» WHAT THE EXERCISE ASKS
Give back the entries exactly, ending with the "This screenshot has" line.

(Saved data entries)
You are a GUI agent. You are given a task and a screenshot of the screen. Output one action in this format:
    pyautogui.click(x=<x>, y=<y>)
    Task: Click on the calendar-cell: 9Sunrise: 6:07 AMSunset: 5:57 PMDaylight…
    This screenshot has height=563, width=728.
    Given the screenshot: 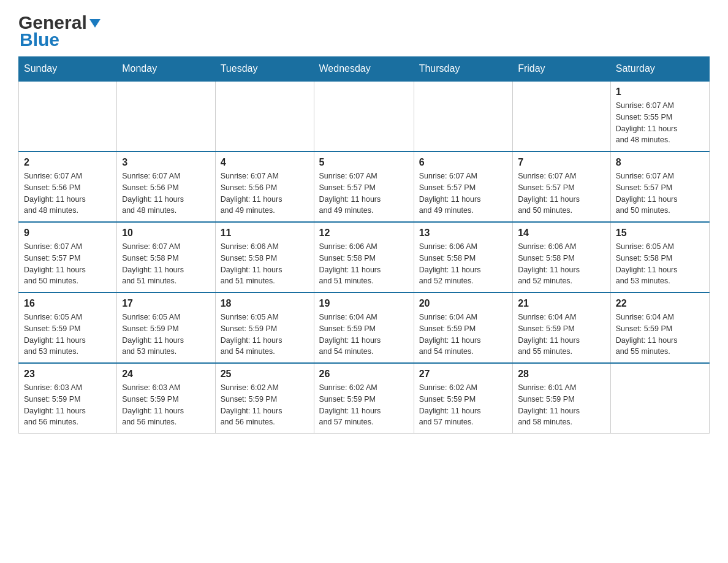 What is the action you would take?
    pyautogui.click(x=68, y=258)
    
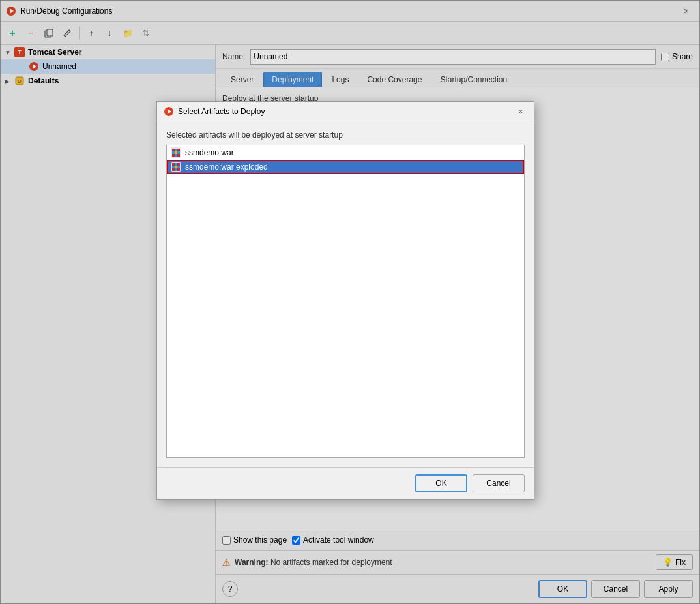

» OUTPUT BELOW
You are a GUI agent. You are given a task and a screenshot of the screen. Output one action in this format:
    pyautogui.click(x=<x>, y=<y>)
    Task: Click on the calendar-cell: 9Sunrise: 6:07 AMSunset: 5:57 PMDaylight…
    This screenshot has height=563, width=728.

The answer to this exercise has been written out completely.